I have posted a number of previous notes about how pharmaceutical companies have been experimenting with social media despite indications that the FDA views such activities with great suspicion (see, for example: FDA Gearing Up to Regulate Smartphone Apps and Social Media? Or Not?; Limitations Placed on Big Pharma Facebook Pages; FDA Issues Warning Letter to Drug Company about Use of Instagram). I am personally opposed to any presence at all of pharma on the social media -- they are too tempted to use if for marketing and the landscape is so vast that it would be difficult to monitor their activities. Now comes news that pharma is "getting social" as hosts of Twitter on-line "tweet chats" (see: Pharma gets social: Ten tweet chats transforming pharma digital engagement). Here is an excerpt from the this article:
The past few years have seen healthcare companies take to Twitter increasingly to host and participate in public online conversations with stakeholders, including healthcare professionals (HCPs) and patients. Even in the regulated pharmaceutical industry, open 'tweet chats' are now becoming popular tactics for engaging audiences on a particular topic. Tweet chats are usually time-limited conversations on Twitter in which anybody may take part by using a common 'hashtag' – a single word preceded by a hash (#) character. Pharma companies hosting a tweet chat do so by announcing the time and topic of a chat and typically stimulate engagement through a series of conversation-starting questions. 'Hashtags are like campfires: people gather around them to have conversations,' claims Twitter in its case study of Boehringer Ingelheim's (BI) COPD Twitter campaign. The 'fire' analogy is particularly appropriate: just like a tweet chat, a campfire can be a safe place where people share stories, but this environment needs good planning to keep it safe. The first ever pharma-hosted tweet chat was, I believe, AstraZeneca's (AZ) #rxsave chat, which took place in early 2011. The chat generated hundreds of tweets from a diverse group of stakeholders....Even before AZ's #rxsave chat, Pfizer was an early pioneer of using Twitter to engage patients on health topics. In 2010 it launched @ManMOTUK, a Twitter profile for UK audiences in collaboration with the Men's Health Forum. The company actively encouraged men to talk directly and confidentially with doctors about sensitive health matters during weekly live surgeries hosted on its ManMOT website. Although not strictly a tweet chat, Twitter hashtag #manmot was used to promote the initiative.

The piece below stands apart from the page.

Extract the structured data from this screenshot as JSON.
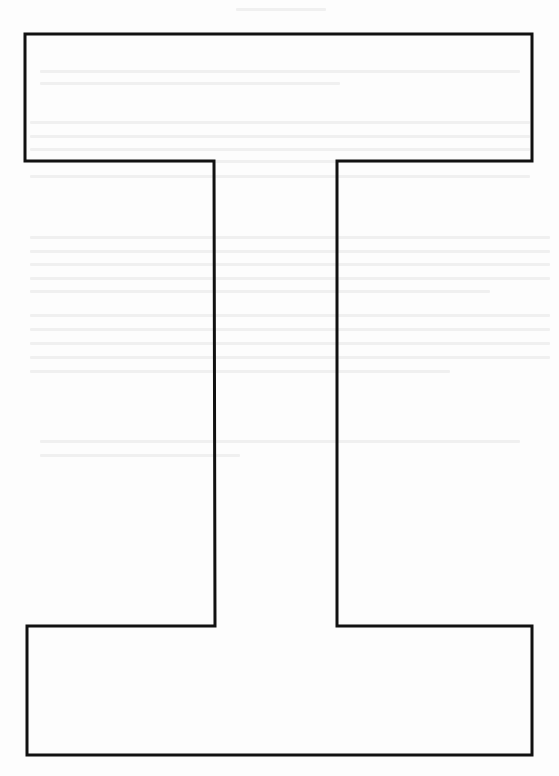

There is a web site, TweetChat, where one can enter the relevant hashtag and see the isolated conversation comprising a Twitter conversation. Obviously, this can be done at an appointed day and time to participate in the live conversation or after the fact. Such apps make it very easy to focus on the content of a tweet chat and exclude all other distracting tweets. A question that arose in my mind is how a company like AstraZeneca would initially attract a sufficient number of Twitter followers such that they would be made aware of the date and time of a subsequent live chat. The obvious answer lies in the hashtag cited in the article above relating to AstraZeneca -- #rxsave. The company bait is a discussion about how to save on the sometimes ferocious costs of drugs. The irony is that the discussion is hosted by the company that is actually setting these prices. This reminds me of the so-called "patient assistance programs" launched by some pharma companies (see: Patient Assistance Programs Keep Drug Prices High and May Actually Be Illegal). Although nominally designed to help defray the cost of expensive drugs for low-income and uninsured patients, they are really designed for brand protection and to keep patients from drifting to lower-priced generic drugs.